Work instructions:
Pictures are to be excluded. Please print only the lines from the one containing "Describe the element" through the end of the data, exactly as they appear.

|---|

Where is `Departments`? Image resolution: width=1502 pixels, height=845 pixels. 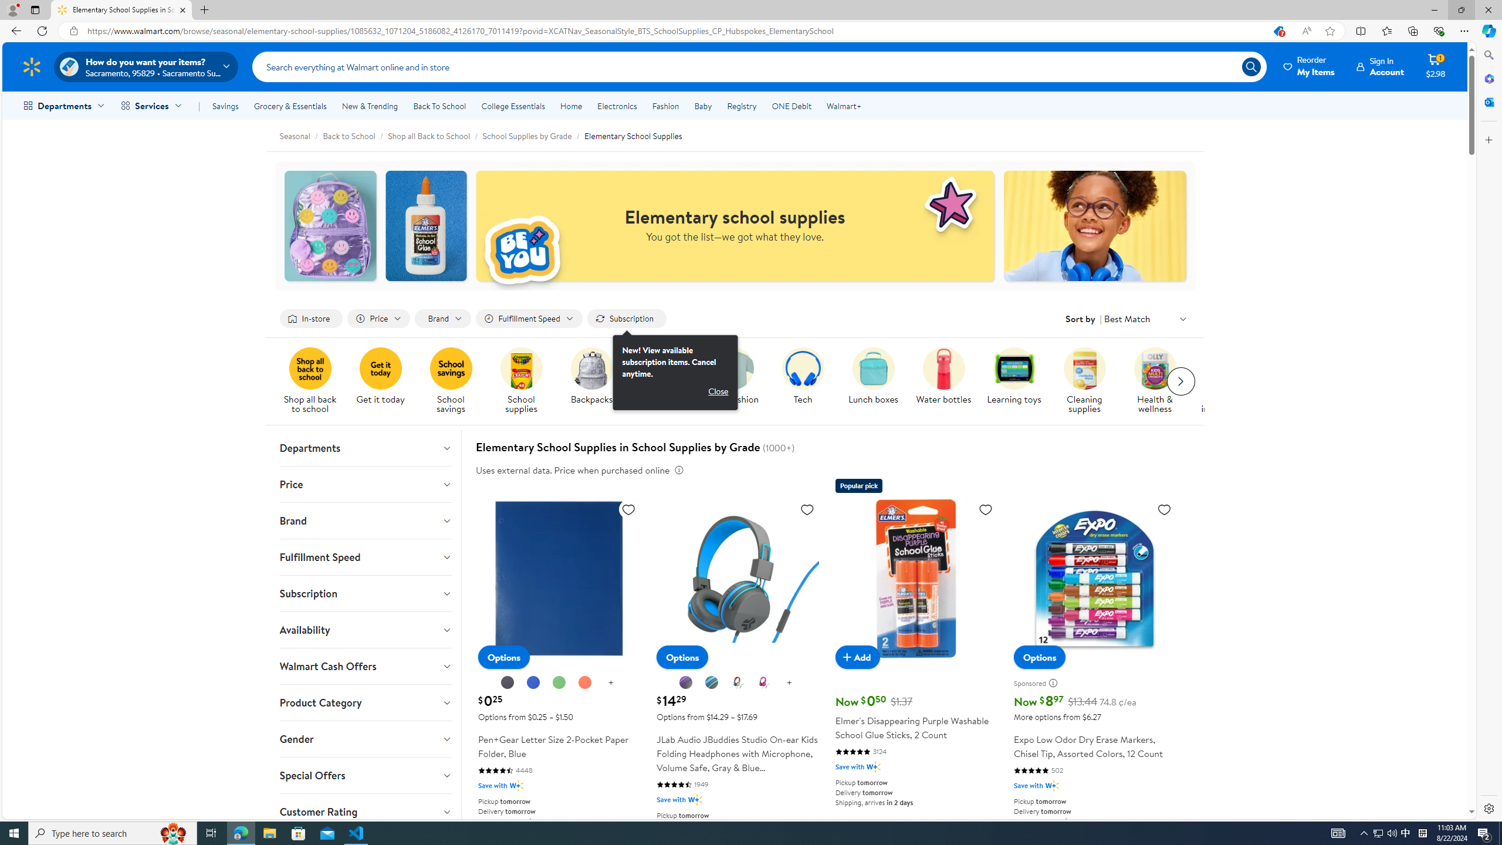
Departments is located at coordinates (365, 448).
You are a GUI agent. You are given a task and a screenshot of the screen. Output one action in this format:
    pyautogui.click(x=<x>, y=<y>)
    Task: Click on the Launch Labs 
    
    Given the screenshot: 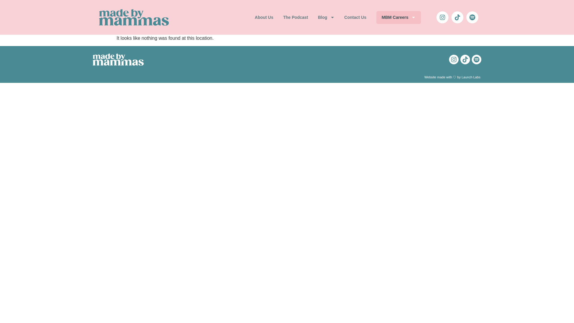 What is the action you would take?
    pyautogui.click(x=471, y=77)
    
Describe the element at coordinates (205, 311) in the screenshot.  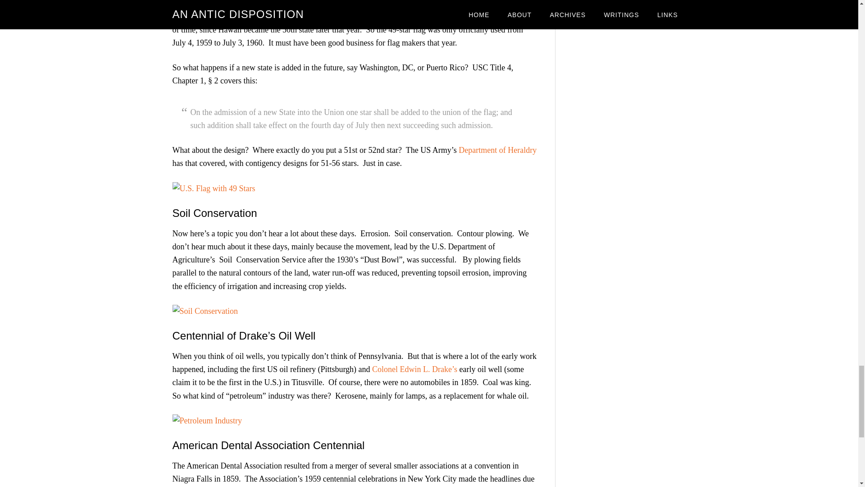
I see `Soil Conservation` at that location.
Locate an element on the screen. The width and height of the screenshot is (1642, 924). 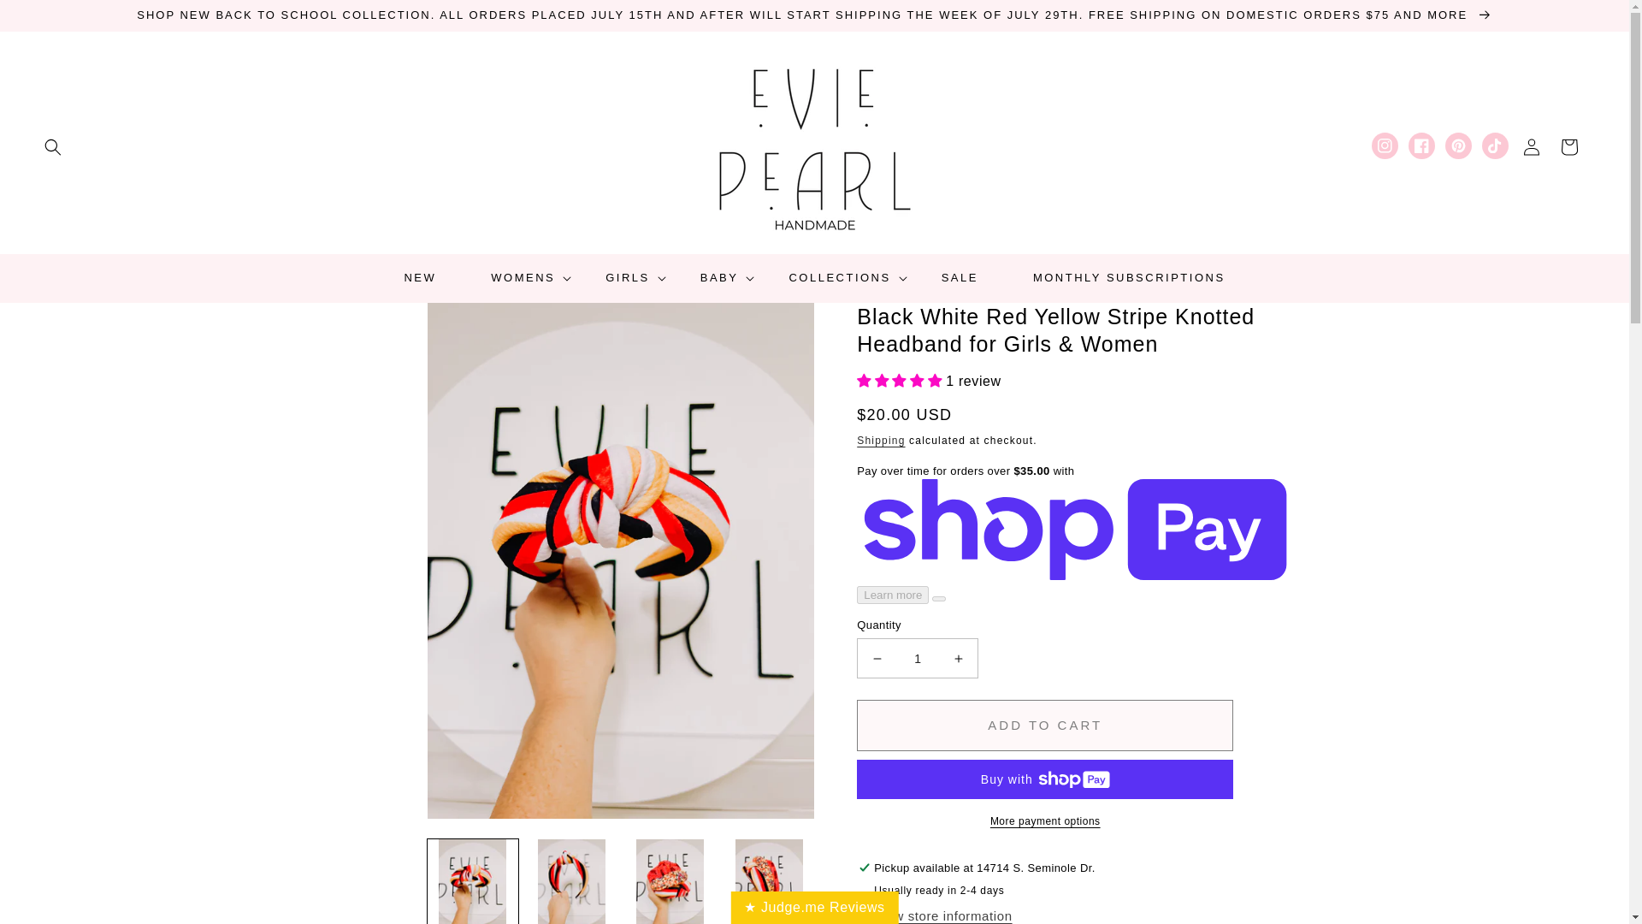
SKIP TO CONTENT is located at coordinates (51, 19).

|---|

Answer box:
Describe the element at coordinates (205, 311) in the screenshot.  
I see `Soil Conservation` at that location.
Locate an element on the screen. The width and height of the screenshot is (1642, 924). 
SKIP TO CONTENT is located at coordinates (51, 19).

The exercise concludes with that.